Last Wednesday, federal investigators executed search warrants at the homes of Police Commissioner Edward Caban, Deputy Mayor for Public Safety Phil Banks, and Tim Pearson, a senior Adams aide in charge of security at the migrant shelters (as well as the homes of several other high-ranking City Hall officials, but that's enough).

There are no charges against anyone and the government often makes mistakes.

And yet, no one is shocked by this development, and Adams alone bears the blame for this cynicism.

When he took office in 2022, he chose Banks – even though Banks, then the highest-ranking uniformed police officer, had been caught accepting expensive gifts from influential merchants a decade earlier. (Banks was not charged with a crime, but others were and were convicted.)

Post editors warned that hiring Banks would “hinder Adams' war on crime.”

Pearson is also not very careless with the rules: Already at the beginning of his term in office, he tried to balance his new job at City Hall And the position of chief of security in a casino, although City Hall helps regulate casinos and will play a role in issuing new casino licenses.

And then there is Caban, who takes a series of luxury trips paid for by third parties, including the government of Qatar, which provides shelter to senior Hamas members.

As a junior police officer, Caban was once disciplined for lying about his shifts and using his patrol car for personal purposes.

Because Adams ignored initial skepticism about this gang, his entire public safety leadership is now distracted by a full-scale federal investigation.

And then Adams' only credible argument for his re-election – that he has reduced crime – already weak.

After the federal raids last week, Adams touted the “decline in crime” on FOX 5 and vowed, “We will continue to reduce crime.”

He downplayed the deadly gang shooting at the West Indian Day Parade in Brooklyn over Labor Day weekend, saying: “At the parade, you saw police, community groups, a crisis management team, you saw an amazing response.”

But crime is not actually consistent down during Adams' term in office.

Now the numbers are in for the year ending September 1st.

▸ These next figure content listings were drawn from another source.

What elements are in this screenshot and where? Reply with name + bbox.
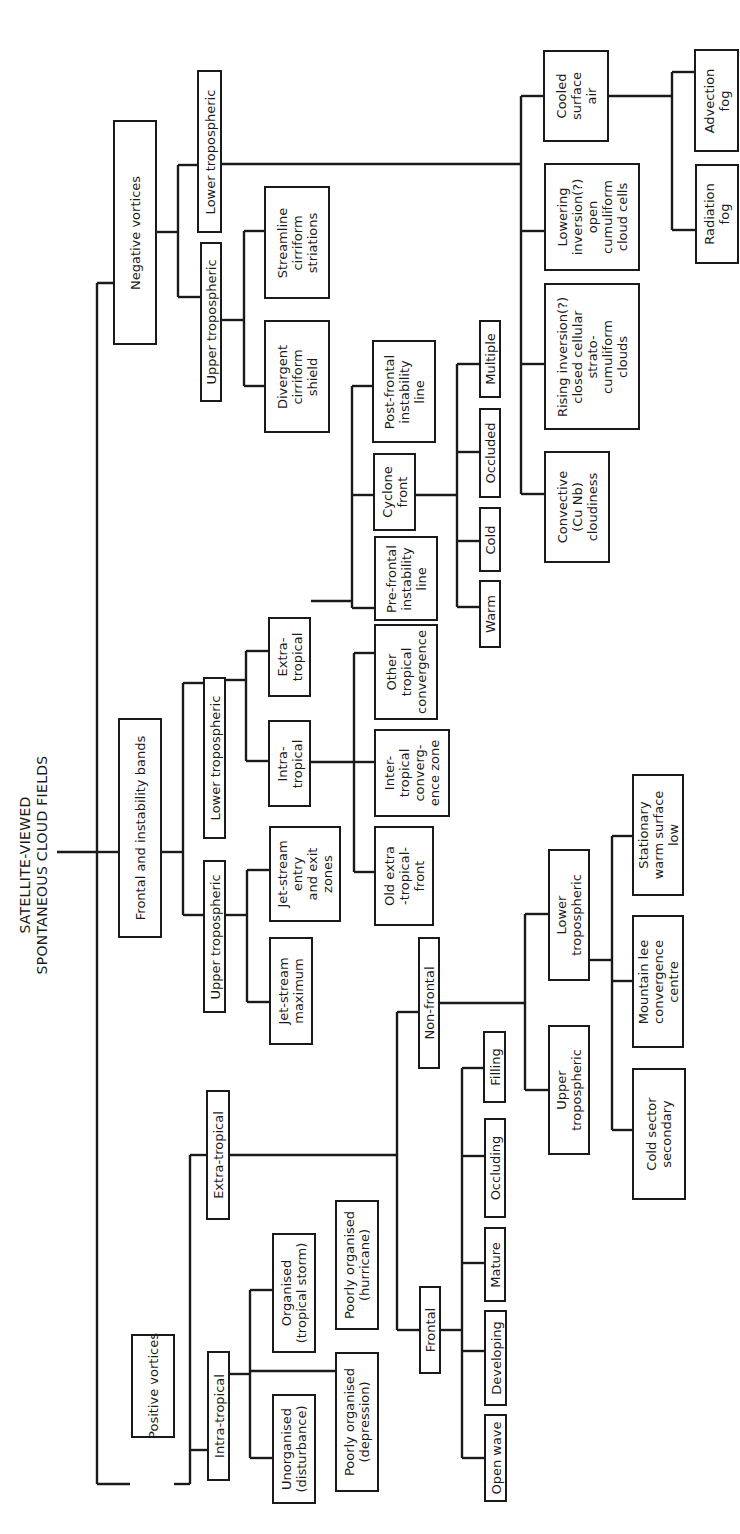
node-lowering-inversion: Lowering inversion(?) open cumuliform cl… — [544, 163, 640, 271]
diagram-title-text: SATELLITE-VIEWED SPONTANEOUS CLOUD FIELD… — [17, 755, 51, 974]
node-itcz: Inter- tropical converg- ence zone — [374, 729, 450, 817]
node-rising-inversion: Rising inversion(?) closed cellular stra… — [544, 283, 640, 430]
node-multiple: Multiple — [479, 320, 501, 398]
node-divergent-cirriform-shield: Divergent cirriform shield — [264, 320, 330, 433]
node-positive-vortices: Positive vortices — [131, 1334, 175, 1438]
node-frontal-instability-bands: Frontal and instability bands — [118, 718, 162, 938]
node-nf-lower-tropospheric: Lower tropospheric — [548, 849, 590, 981]
node-streamline-cirriform-striations: Streamline cirriform striations — [264, 186, 330, 299]
node-open-wave: Open wave — [484, 1414, 507, 1502]
node-cold-sector-secondary: Cold sector secondary — [632, 1068, 686, 1200]
node-fb-extra-tropical: Extra- tropical — [268, 617, 311, 697]
node-filling: Filling — [483, 1031, 506, 1103]
node-jet-stream-entry-exit: Jet-stream entry and exit zones — [269, 826, 341, 922]
node-unorganised: Unorganised (disturbance) — [272, 1394, 316, 1504]
node-post-frontal-instability: Post-frontal instability line — [372, 340, 436, 443]
node-poorly-organised-depression: Poorly organised (depression) — [335, 1352, 379, 1492]
node-cyclone-front: Cyclone front — [373, 453, 416, 531]
node-pv-intra-tropical: Intra-tropical — [207, 1351, 230, 1481]
node-old-extra-tropical-front: Old extra -tropical- front — [374, 826, 434, 926]
node-warm: Warm — [479, 580, 501, 648]
node-radiation-fog: Radiation fog — [695, 164, 739, 264]
node-developing: Developing — [484, 1310, 507, 1406]
node-negative-vortices: Negative vortices — [113, 120, 157, 345]
node-occluding: Occluding — [484, 1118, 506, 1218]
node-non-frontal: Non-frontal — [418, 937, 440, 1069]
node-nv-lower-tropospheric: Lower tropospheric — [197, 70, 222, 233]
node-nv-upper-tropospheric: Upper tropospheric — [200, 242, 222, 402]
node-organised-tropical-storm: Organised (tropical storm) — [272, 1233, 316, 1353]
node-other-tropical-convergence: Other tropical convergence — [374, 624, 438, 720]
node-frontal: Frontal — [419, 1286, 441, 1374]
node-poorly-organised-hurricane: Poorly organised (hurricane) — [335, 1200, 379, 1330]
diagram-title: SATELLITE-VIEWED SPONTANEOUS CLOUD FIELD… — [12, 700, 56, 1030]
node-fb-upper-tropospheric: Upper tropospheric — [203, 860, 226, 1013]
node-fb-intra-tropical: Intra- tropical — [268, 720, 311, 807]
node-pv-extra-tropical: Extra-tropical — [206, 1090, 230, 1220]
node-convective-cu-nb: Convective (Cu Nb) cloudiness — [544, 451, 610, 563]
node-occluded: Occluded — [479, 408, 501, 498]
node-mature: Mature — [484, 1227, 506, 1302]
node-cooled-surface-air: Cooled surface air — [543, 50, 609, 142]
node-nf-upper-tropospheric: Upper tropospheric — [548, 1025, 590, 1155]
node-jet-stream-maximum: Jet-stream maximum — [269, 937, 313, 1045]
node-fb-lower-tropospheric: Lower tropospheric — [203, 677, 226, 839]
node-stationary-warm-surface-low: Stationary warm surface low — [632, 774, 684, 896]
node-cold: Cold — [479, 507, 501, 572]
node-advection-fog: Advection fog — [694, 49, 739, 152]
node-pre-frontal-instability: Pre-frontal instability line — [374, 536, 438, 621]
node-mountain-lee-convergence: Mountain lee convergence centre — [632, 915, 684, 1048]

Adams' third summer as mayor and the last summer before he has to win the primary election next June.

Yes, the number of serious crimes decreased by 2.4% compared to last year, and that also represents a decrease of 2.4% compared to 2022.

But this flat trend leaves serious crimes 33.8% higher than in 2021, the last year of the previous government.

The crime rate hasn't been this high since 2006 – and back then, crime was steadily declining.

The tiny declines Adams has achieved are not the turnaround New Yorkers expected when they elected him in 2021. This is especially true as robbery and aggravated assault rates continue to rise: both have increased this year.

For the most part, Adams has done a good job of directing the NYPD to focus on gang killings – the murder rate has dropped 25% since 2021.

But they are still 17 percent above the record lows that New York reached between 2017 and 2019.

Adams keeps saying that crime in the subway has gone down – but the city has seen nine subway murders this year, three of them in the last two weeks.

This puts New York on track to surpass 11 murders on public transit by 2022 – a level not seen since underground crime began to be curbed in the early 1990s.

And Adams is in denial about the extent of the unrest on the city's streets – including the unrest emanating from the poorly policed ​​migrant shelters in downtown Manhattan.

So it is not a good time for Adams' hand-picked security chiefs – all of them – to fear that they themselves have come into conflict with the law.

By tolerating all of his deputies' minor offenses, Adams appears to have violated the rule of broken windows policing: small crimes, if not kept under control, can lead to even bigger crimes.

Adams' failure to enforce discipline at City Hall jeopardizes his already fragile – and in some areas nonexistent – public safety improvements for all of us.

Nicole Gelinas is an editor at the Manhattan Institute's City Journal.